Note that the number of jobs (i.e, "nonfarm payrolls") comes from a survey of firms, while the unemployment rate and labor force participation are based on a survey of households, so the numbers do not generally line up perfectly. The household survey actually reported an increase of 120,000 in the number of employed persons.

Menzie Chinn notes another hopeful sign that the worst may be over: new claims for unemployment insurance are falling.

The Fed's Layer-Cake Balance Sheet

The Cleveland Fed has put together a useful tool to track all the action on the Fed's balance sheet, which has suddenly become very interesting:This comes to my attention via Economix, which discuses some of the implications.

Vertical Specialization and Plunging Trade

The alarming collapse of world trade volumes has not been spread evenly around the world. At Vox, Kioyasu Tanaka argues that vertical specialization - the division of production processes among different countries - can help explain why Japan has seen a sharper drop in trade than the US.

Monday, May 4, 2009

Yet Another Episode of the Stimulus Debate

In which I take on "The Buckeye Institute":

I hadn't seen the other part of this until now; but wow, that's misguided... He's got a tie, but I'm wearing glasses. I win.

Not quite sure why I said potential severity... it's pretty bad now.

(Print version of story here).

The Quarterback of Supply-Side Economics Passes

One should not speak ill of the recently deceased, but is it ok to be a little bit snarky? Perhaps if you're very good at it, like Michael Kinsley is. Of Jack Kemp, the late Republican Congressman who championed "supply-side" economics, Kinsley writes:
As a rule, there are two ways to get a reputation in Washington for being “thoughtful,” neither of which requires having a lot of ideas rattling around in your head. In fact one method is to avoid, as much as possible, any ideas beyond a general desire for everyone to sit down in good faith and a cooperative spirit and reason things out.

Alternatively, you can simply be “unpredictable.” The more you can surprise people with your position on an issue, more thoughtful you are considered to be. This technique has served Arlen Specter, to choose a currently newsworthy example, well over the years.

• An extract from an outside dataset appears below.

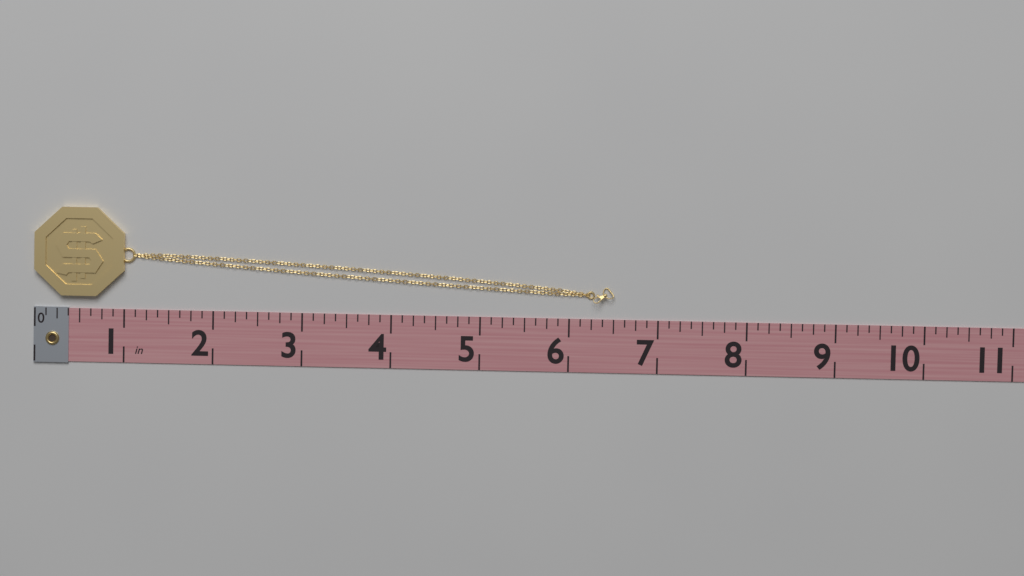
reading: 6.500 in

Jack Kemp was not unpredictable, and he did not strike poses of moderation and statesmanship. He might be accused of a third device: Like Gary Hart on the Democratic side, he was deeply committed to the idea of ideas, as opposed to ideas themselves. And if he mentioned, say, Say’s Law (a famous principle of economics), he was likely to offer up the author’s full name -- Jean-Baptiste Say -- as a way to establish his bona fides.

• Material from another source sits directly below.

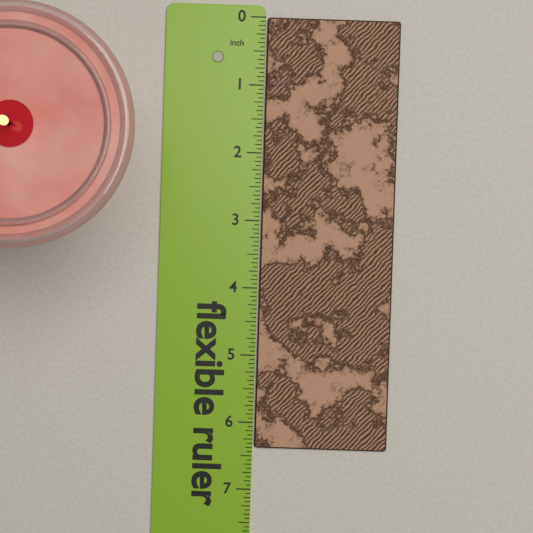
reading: 6.3750 in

But Kemp did have one idea that he was introduced to in the mid-1970s, stuck with, and saw triumph.

That, of course, is supply-side economics, and in particular its policy prescription: cut taxes and you will increase government revenues. Among Republicans, this became more like a religion than a policy, with all the fixin’s: miracles, saints (Ronald Reagan, Arthur Laffer, Kemp) and total immunity from factual refutation. Kemp probably went to his grave believing that this victory was an intellectual one -- a triumph of persuasion. In fact, it was an example on the other side of the argument: that material forces, not ideas, are what move history.

After all, the idea that tax cuts pay for themselves is not a hard sell. It comes with a built-in bribe. The inherent implausibility -- not to mention 30 years now of experience to the contrary -- is no match for money in your pocket....
Brad DeLong is, more appropriately under the circumstances, quite gracious:
One of the few senior Republicans to try to undo the curse of Richard Nixon, Jack Kemp 1935-2009 was a pillar of and an ornament to the American republic.
Howard Gleckman emphasizes the positive: Kemp's role in the 1986 tax reform. Kemp's former staffer, Bruce Bartlett looks back at the Kemp-Roth bill, which became the centerpiece of "Reaganomics." The NY Times obituary has more on Kemp's football and political careers.